Petersburg’s assembly Monday voted to take some very preliminary steps toward developing a potential new harbor in Scow Bay about two miles south of downtown. Local elected officials are hoping to capitalize on federal funding and could combine several projects into one location.
A new harbor in Scow Bay isn’t going to happen overnight. But the votes by the assembly represent some of the first steps toward the potential there. Harbormaster Glorianne Wollen said there’s a lack of space to put larger boats in the existing harbors and chance for federal money.
“There’s opportunity out there coming from the Corps of Engineers, coming from our federal lobbyist that says be prepared, that there’ll be money for harbor development if they ever pass a congressional budget,” Wollen told the assembly. “So we’re looking for a tool to explore some of these, we kind of have three things going, moving parts going, out there in Scow Bay and if we can get them onto one piece of paper that you are able to use as a tool as we move forward asking for funding, I think it would be a real advantage.”
One of those parts that the borough’s already been seeking money for is an improved and expanded boat haul out and wash down facility. That’s already had design work completed by the Petersburg Economic Development Council. But Wollen is also hoping for a new dredged harbor with mooring floats and another drive down float. And the borough could incorporate new mooring space and upland facilities for the U.S. Coast Guard.
That was an attractive part of the plan for assembly member Dave Kensinger, who brought up the Coast Guard’s plans to replace aging buoy tenders, while reducing the numbers of those ships.
“Where a lot of this proposal comes in at is trying to figure out what we can show to the Coast Guard that we have the facilities here and the willingness as a community to support one of these new buoy tenders,” Kensinger said.
Kensinger said the steps do not commit Petersburg to developing the area but would show what’s possible there.
“If we want to have this community grow, if we want to be a place where people want to have large vessels, small vessels, we need to have a place for them to haul their vessels out, work on them and moor them,” he said. “Of anything that we can do in the community, this is the biggest economic development project that we can have.”
The vote was unanimous to pay PND Engineers up to $15,000 for a conceptual plan that would incorporate older designs for the boat haul out, a dredged mooring basin, break water, mooring floats, drive down float and Coast Guard facility. The engineers will bring that to the Coast Guard and modify it if needed. The borough would have to pay the engineering firm more for cost estimates and future public meetings on the conceptual plan.
Boat hauling business owner John Murgas leases land for his business at Scow Bay. He asked the assembly to involve the harbor board in defining the scope of any conceptual plan. Murgas noted the board approved a plan for Scow Bay five years ago but said things have changed since then.
“In the past five years alone there have been over 500 large vessel hauls with hydraulic trailers at Scow Bay and extreme knowledge gained,” Murgas said. “When I look at the topics PND proposes to address in its proposal, I see some big gaps that I know the harbor board members would also want to address.”
Local voters in 2017 approved spending half a million dollars to plan for a Scow Bay haul out but the funding’s yet to be secured for constructing that.
The assembly also voted 7-0 to allow the borough to seek help from the U.S. Army Corps of Engineers for investigating the possibility of dredging a mooring basin and building a break water in Scow Bay. Harbormaster Wollen told the assembly the Corps is looking for projects it could help fund.
“If they’ll come in and put a basin in and a breakwater in, that’s a big piece to that Scow Bay puzzle that would really kick the can down the road of development out there,” Wollen said.
The local government is already partnering with the Corps on dredging planned for South Harbor. The federal agency took a cursory look at development of a new Scow Bay site in its review for the South Harbor work.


Each entry below should be output exactly, apart from its images.
--- START ---
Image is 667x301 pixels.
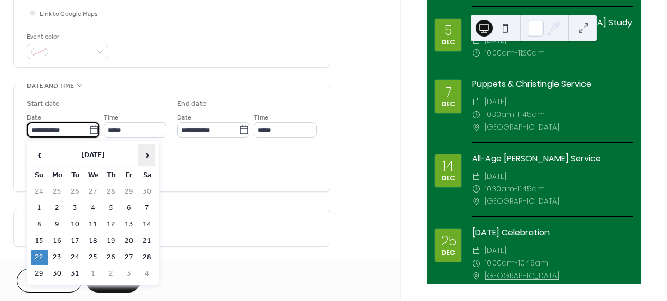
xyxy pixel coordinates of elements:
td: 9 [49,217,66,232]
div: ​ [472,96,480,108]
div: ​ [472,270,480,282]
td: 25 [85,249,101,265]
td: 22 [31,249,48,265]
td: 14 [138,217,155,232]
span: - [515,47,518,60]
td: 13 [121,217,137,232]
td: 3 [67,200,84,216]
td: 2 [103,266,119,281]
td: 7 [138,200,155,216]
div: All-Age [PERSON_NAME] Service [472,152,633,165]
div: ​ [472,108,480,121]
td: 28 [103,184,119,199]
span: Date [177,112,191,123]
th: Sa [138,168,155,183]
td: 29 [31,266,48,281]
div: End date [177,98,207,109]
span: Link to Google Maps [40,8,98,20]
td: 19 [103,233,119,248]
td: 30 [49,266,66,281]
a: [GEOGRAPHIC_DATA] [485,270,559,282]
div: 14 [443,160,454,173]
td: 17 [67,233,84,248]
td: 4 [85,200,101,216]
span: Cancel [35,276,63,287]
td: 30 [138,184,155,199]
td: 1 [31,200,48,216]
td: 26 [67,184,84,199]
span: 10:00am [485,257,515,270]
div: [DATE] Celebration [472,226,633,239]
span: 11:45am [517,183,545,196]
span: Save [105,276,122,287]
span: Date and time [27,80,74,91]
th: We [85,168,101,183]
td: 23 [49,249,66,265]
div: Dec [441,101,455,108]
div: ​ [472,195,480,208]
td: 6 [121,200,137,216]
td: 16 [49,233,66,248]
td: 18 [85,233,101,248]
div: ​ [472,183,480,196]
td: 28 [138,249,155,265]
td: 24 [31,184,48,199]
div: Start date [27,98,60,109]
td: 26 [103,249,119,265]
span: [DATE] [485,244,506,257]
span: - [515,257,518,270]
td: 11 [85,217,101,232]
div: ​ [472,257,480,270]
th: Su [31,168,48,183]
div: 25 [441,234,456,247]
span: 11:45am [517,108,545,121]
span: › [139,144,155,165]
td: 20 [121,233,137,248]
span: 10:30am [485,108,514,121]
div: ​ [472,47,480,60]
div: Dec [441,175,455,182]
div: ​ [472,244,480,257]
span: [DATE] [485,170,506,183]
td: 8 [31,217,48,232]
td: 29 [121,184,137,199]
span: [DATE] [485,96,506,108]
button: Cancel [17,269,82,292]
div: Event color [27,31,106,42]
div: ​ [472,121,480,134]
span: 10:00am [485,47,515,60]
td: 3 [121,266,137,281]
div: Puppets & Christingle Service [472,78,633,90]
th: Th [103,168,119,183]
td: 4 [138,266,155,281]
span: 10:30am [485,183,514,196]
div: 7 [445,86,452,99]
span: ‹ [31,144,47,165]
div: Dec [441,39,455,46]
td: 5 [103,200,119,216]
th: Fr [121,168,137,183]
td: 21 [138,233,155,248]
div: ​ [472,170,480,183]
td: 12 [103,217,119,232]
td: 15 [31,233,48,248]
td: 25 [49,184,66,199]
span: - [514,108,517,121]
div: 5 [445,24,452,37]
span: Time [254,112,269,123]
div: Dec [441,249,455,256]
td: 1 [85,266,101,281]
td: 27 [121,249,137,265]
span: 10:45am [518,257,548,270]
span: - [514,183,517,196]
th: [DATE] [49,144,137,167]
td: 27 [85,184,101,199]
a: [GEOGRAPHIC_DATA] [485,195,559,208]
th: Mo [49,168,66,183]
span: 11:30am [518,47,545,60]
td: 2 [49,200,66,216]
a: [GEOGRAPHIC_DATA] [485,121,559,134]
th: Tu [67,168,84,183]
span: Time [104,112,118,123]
--- END ---
* **Completed task**
Image is 667x301 pixels.
xyxy pixel coordinates of elements:
td: 9 [49,217,66,232]
div: ​ [472,96,480,108]
div: ​ [472,270,480,282]
td: 25 [85,249,101,265]
td: 22 [31,249,48,265]
td: 14 [138,217,155,232]
span: - [515,47,518,60]
td: 13 [121,217,137,232]
td: 3 [67,200,84,216]
td: 2 [103,266,119,281]
td: 7 [138,200,155,216]
div: All-Age [PERSON_NAME] Service [472,152,633,165]
div: ​ [472,108,480,121]
td: 28 [103,184,119,199]
span: Date [177,112,191,123]
th: Sa [138,168,155,183]
td: 29 [31,266,48,281]
div: End date [177,98,207,109]
span: Link to Google Maps [40,8,98,20]
td: 19 [103,233,119,248]
td: 30 [49,266,66,281]
a: [GEOGRAPHIC_DATA] [485,270,559,282]
div: 14 [443,160,454,173]
td: 17 [67,233,84,248]
td: 4 [85,200,101,216]
span: Cancel [35,276,63,287]
td: 30 [138,184,155,199]
td: 1 [31,200,48,216]
td: 26 [67,184,84,199]
span: 10:00am [485,257,515,270]
div: [DATE] Celebration [472,226,633,239]
span: 11:45am [517,183,545,196]
span: Save [105,276,122,287]
span: Date and time [27,80,74,91]
th: We [85,168,101,183]
td: 23 [49,249,66,265]
div: Dec [441,101,455,108]
div: ​ [472,195,480,208]
td: 6 [121,200,137,216]
td: 16 [49,233,66,248]
td: 18 [85,233,101,248]
div: ​ [472,183,480,196]
td: 28 [138,249,155,265]
td: 24 [31,184,48,199]
div: Start date [27,98,60,109]
td: 26 [103,249,119,265]
span: [DATE] [485,244,506,257]
span: - [515,257,518,270]
td: 11 [85,217,101,232]
div: ​ [472,257,480,270]
th: Su [31,168,48,183]
div: 25 [441,234,456,247]
span: 11:45am [517,108,545,121]
span: › [139,144,155,165]
td: 20 [121,233,137,248]
span: 10:30am [485,108,514,121]
div: ​ [472,47,480,60]
div: Dec [441,175,455,182]
div: ​ [472,244,480,257]
span: [DATE] [485,170,506,183]
td: 8 [31,217,48,232]
td: 29 [121,184,137,199]
span: [DATE] [485,96,506,108]
button: Cancel [17,269,82,292]
div: Event color [27,31,106,42]
div: ​ [472,121,480,134]
span: 10:00am [485,47,515,60]
td: 3 [121,266,137,281]
div: Puppets & Christingle Service [472,78,633,90]
th: Th [103,168,119,183]
td: 4 [138,266,155,281]
span: 10:30am [485,183,514,196]
div: 7 [445,86,452,99]
span: ‹ [31,144,47,165]
div: Dec [441,39,455,46]
td: 5 [103,200,119,216]
th: Fr [121,168,137,183]
td: 21 [138,233,155,248]
div: ​ [472,170,480,183]
td: 12 [103,217,119,232]
td: 15 [31,233,48,248]
td: 25 [49,184,66,199]
span: - [514,108,517,121]
div: 5 [445,24,452,37]
span: Time [254,112,269,123]
div: Dec [441,249,455,256]
td: 1 [85,266,101,281]
td: 27 [121,249,137,265]
span: 10:45am [518,257,548,270]
span: - [514,183,517,196]
th: [DATE] [49,144,137,167]
td: 27 [85,184,101,199]
a: [GEOGRAPHIC_DATA] [485,195,559,208]
th: Mo [49,168,66,183]
span: 11:30am [518,47,545,60]
td: 2 [49,200,66,216]
a: [GEOGRAPHIC_DATA] [485,121,559,134]
th: Tu [67,168,84,183]
span: Time [104,112,118,123]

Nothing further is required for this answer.